Falun Dafa - A Science of Body, Mind and Spirit

Jingduan Yang, MD, Pennsylvania


I. Health Benefits: Byproduct of the Practice

In March 1999, Mrs. Song, a 65-year-old Chinese woman, came to the United States to visit her son and daughter-in-law in Minnesota. For the past 10 years, she had hesitated to leave China, where she was under the close care of physicians of both Chinese and modern Western medicine. Mrs. Song had a long standing history of coronary artery disease with angina, which she controlled by taking nitrates every day. She also had severe rheumatoid arthritis for which she took a number of medications and Chinese herbal remedies. Despite such treatments, Mrs. Song had low energy, shortness of breath upon mild exertion, and swollen legs and ankles. She could foretell weather changes according to the severity of pain in her joints. The eye surgery she had 35 years ago had left her with glasses and uneven vision. In addition, she suffered nicotine addiction and smoked a pack of Chinese cigarettes every day. Of course, smoking exacerbated the poor functioning of her heart and lungs. She had unsuccessfully tried every possible way to quit smoking.

With the promise of having a physician knowledgeable about both Chinese and Western medicine traditions, and secure with her three-month supply of medications and herbal formulas, and, believe it or not, 20 cartons of Chinese cigarettes, Mrs. Song made the trip with her husband (who also a smoker!) to Minnesota for a three-month visit. As you can imagine, her son and daughter-in-law's apartment soon filled with the smell of smoke.

Mrs. Song's son and daughter-in-law both practice Falun Gong. Each day, they read a chapter from the book Zhuan Falun aloud to their parents. Mrs. Song found the book very interesting and liked the readings very much. The book reminded her of the traditional moral teachings she had received from her mother when she was young. One morning they read Chapter 7, which contains two paragraphs about how smoking negatively affects the practice of cultivation. Mr. Li wrote, "I advise everyone that if you truly want to practice cultivation you should quit smoking from now on, and it is guaranteed that you can quit...When you smoke a cigarette again, it will not taste right. If you read this lecture in the book, it will also have this effect."

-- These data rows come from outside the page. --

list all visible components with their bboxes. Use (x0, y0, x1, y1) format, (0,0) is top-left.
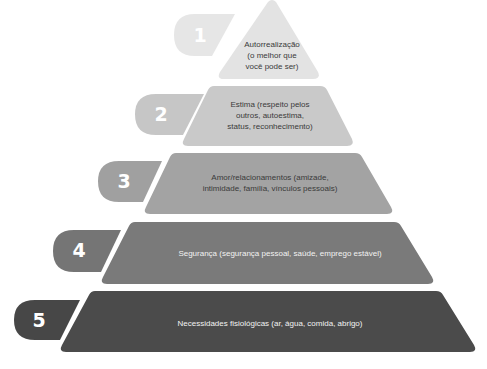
level-3-label: Amor/relacionamentos (amizade, intimidad… (165, 172, 375, 194)
level-2-label-line: Estima (respeito pelos (200, 99, 340, 110)
level-1-label-line: (o melhor que (222, 50, 322, 61)
level-1-label-line: você pode ser) (222, 61, 322, 72)
level-4-label: Segurança (segurança pessoal, saúde, emp… (140, 248, 420, 259)
level-1-label: Autorrealização (o melhor que você pode … (222, 39, 322, 72)
level-3-label-line: intimidade, família, vínculos pessoais) (165, 183, 375, 194)
level-5-label: Necessidades fisiológicas (ar, água, com… (120, 318, 420, 329)
level-5-label-line: Necessidades fisiológicas (ar, água, com… (120, 318, 420, 329)
level-3-number: 3 (104, 172, 144, 191)
level-2-label: Estima (respeito pelos outros, autoestim… (200, 99, 340, 132)
level-2-label-line: status, reconhecimento) (200, 121, 340, 132)
level-2-number: 2 (141, 105, 181, 124)
level-3-label-line: Amor/relacionamentos (amizade, (165, 172, 375, 183)
level-4-number: 4 (59, 241, 99, 260)
level-2-label-line: outros, autoestima, (200, 110, 340, 121)
level-1-label-line: Autorrealização (222, 39, 322, 50)
level-4-label-line: Segurança (segurança pessoal, saúde, emp… (140, 248, 420, 259)
maslow-pyramid-diagram: 1 2 3 4 5 Autorrealização (o melhor que … (0, 0, 487, 369)
level-5-number: 5 (19, 311, 59, 330)
level-1-number: 1 (180, 26, 220, 45)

Upon hearing this, Mrs. Song became excited and really wanted to practice Falun Gong, but she did not expect immediate effects. However, after lunch, she lit a cigarette, totally forgetting what she had earlier heard that morning. Her son and daughter-in-law noticed, but said nothing. After several deep drags, Mrs. Song suddenly dropped the cigarette and rushed to the bathroom. She almost vomited. However, she did not give up her skepticism and continued testing herself by putting an unlit cigarette under her nose and smelling it. Each time she did so, the smell made her sick. She has not smoked ever since then.

After reading the book and watching the video lecture, Mrs. Song began to understand many things she had never known, such as why people have to go through birth, old age, illness, and death. She learned that people should cultivate and practice in order to assimilate themselves into the nature of the universe, to become mentally enlightened to the truth of the universe, and to become physically purified and transformed. She embraced the teaching, learned the five exercises, and practiced them every day.

One day, after a group exercise practice, Mrs. Song suddenly experienced chest pain; this was new to her, and the medication she had been taking should have prevented it. Feeling puzzled, she began to remember the Teacher's words, "I do not talk about healing illness here, nor will we heal illness. As a genuine practitioner, however, you cannot practice cultivation with an ill body. I will purify your body. The body purification will be done only for those who come to truly learn the practice and the Fa (Law)." She further recalled the Teacher's words, "We must dig it (the illness) out and eliminate it completely from its root. With this, you may feel that your illnesses have recurred. This is to remove your karma fundamentally. Thus, you will have reactions."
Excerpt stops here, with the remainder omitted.